Legacy Roads Funding — Year Two
The Legacy Roads and Trails Remediation Initiative received its second year of funding in the US House of Representative’s Fiscal Year 2009 Interior and Environment Appropriations bill but additional hurdles remain that could delay passage until this session of Congress expires.
Last year the Legacy Roads bill poured more than $39 million into badly needed road restoration and removal work. This year's bill contains $70 million for the program, but partisan wrangling and election year dynamics threaten to stall passage of the bill.
Representative Norm Dicks (D-WA), chair of the Interior and Environment Appropriations subcommittee, gets the bulk of the credit for making sure that the Legacy Roads funding continued at an increased level in this year's bill. His leadership was cruicial in protecting our national forest watersheds by funding these long overdue repairs of forest roads and culverts.
WCPR testified on behalf of the Washington Watershed Restoration Initiative in March to request continued funding for the program. We are grateful that the committee heard our request and recommended funding the program at $70 million for fiscal year 2009.
The situation in our forest is critical. Due to chronic lack of funding for maintenance old roads and trails in our forest have been neglected resulting in habitat degradation from road and culvert failures. Roads are the primary source ecosystem degradation in our forests. Roads alter the hydrology of a forest watershed by increasing the flow of surface water and depositing sediments and other pollutants in our streams. Road and culvert failures create physical barriers for fish migration and destroy habitat crucial for a healthy salmon population.
Further, in recent years the Pacific Northwest has been hard hit by powerful storms compounding the damage due to deferred maintenance. Climate experts predict that global warming will produce more and more frequent storms, flooding coastal and low-lying inland areas. Long-term road and culvert maintenance problems estimated at $10 billion nationally must be tackled to avert compound damage to watershed viability from these increasingly powerful storms.
The vast system of roads within the Forest Service, developed primarily for timber extraction, is no longer needed yet these roads go unmaintained and threaten the living systems within our forests. The Forest Sevice has estimated that only one-thirds of the existing roads are necessary to access developed sites. Decommissioning of unneeded roads is a critical part of the solution along with storm-proofing watersheds. Legacy Roads and Trail Remediation Initiative funding is an investment in healthy forest ecosystems by decommissioning and maintaining problem roads and repair fish culverts. Funding will also has the potential to create high-skilled, family-wage jobs in rural communities.
We look forward to the final version of the FY09 Interior Appropriations bill providing $70 million in funding for the restoration of our national forest watersheds through the Legacy Roads and Trail Remediation Initiative.
Wildlands CPR is a member of the Washington Watershed Restoration Initiative.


§ Task brief: Every line with the string "Farm" should be copied from the data.

Data to use below:

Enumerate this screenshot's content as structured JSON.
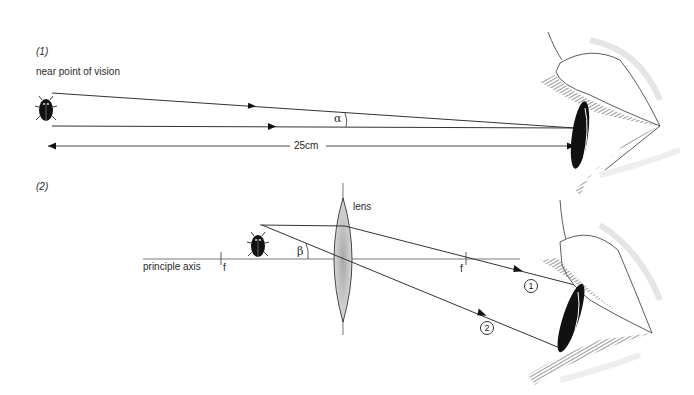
{
  "panel1": {
    "number": "(1)",
    "caption": "near point of vision",
    "angle_label": "α",
    "distance_label": "25cm"
  },
  "panel2": {
    "number": "(2)",
    "lens_label": "lens",
    "axis_label": "principle axis",
    "focal_left": "f",
    "focal_right": "f",
    "angle_label": "β",
    "ray1_marker": "1",
    "ray2_marker": "2"
  },
  "colors": {
    "line": "#333333",
    "lens_fill": "#c8c8c8",
    "beetle": "#111111",
    "background": "#ffffff"
  }
}
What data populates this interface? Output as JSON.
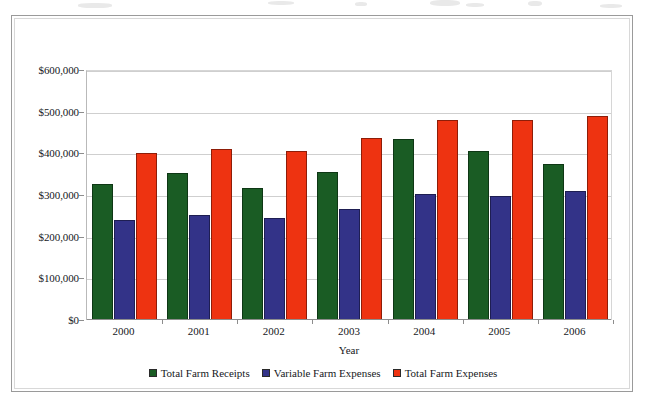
{
  "chart_data": {
    "type": "bar",
    "title": "",
    "xlabel": "Year",
    "ylabel": "",
    "categories": [
      "2000",
      "2001",
      "2002",
      "2003",
      "2004",
      "2005",
      "2006"
    ],
    "series": [
      {
        "name": "Total Farm Receipts",
        "color": "#1a5c24",
        "values": [
          326000,
          352000,
          318000,
          355000,
          435000,
          405000,
          375000
        ]
      },
      {
        "name": "Variable Farm Expenses",
        "color": "#333388",
        "values": [
          240000,
          252000,
          245000,
          267000,
          302000,
          298000,
          310000
        ]
      },
      {
        "name": "Total Farm Expenses",
        "color": "#ee3311",
        "values": [
          400000,
          410000,
          405000,
          438000,
          480000,
          480000,
          490000
        ]
      }
    ],
    "ylim": [
      0,
      600000
    ],
    "ytick_values": [
      0,
      100000,
      200000,
      300000,
      400000,
      500000,
      600000
    ],
    "ytick_labels": [
      "$0",
      "$100,000",
      "$200,000",
      "$300,000",
      "$400,000",
      "$500,000",
      "$600,000"
    ],
    "grid": true,
    "legend_position": "bottom"
  }
}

End of Data to use.

§ Answer box:
        "name": "Total Farm Receipts",
        "name": "Variable Farm Expenses",
        "name": "Total Farm Expenses",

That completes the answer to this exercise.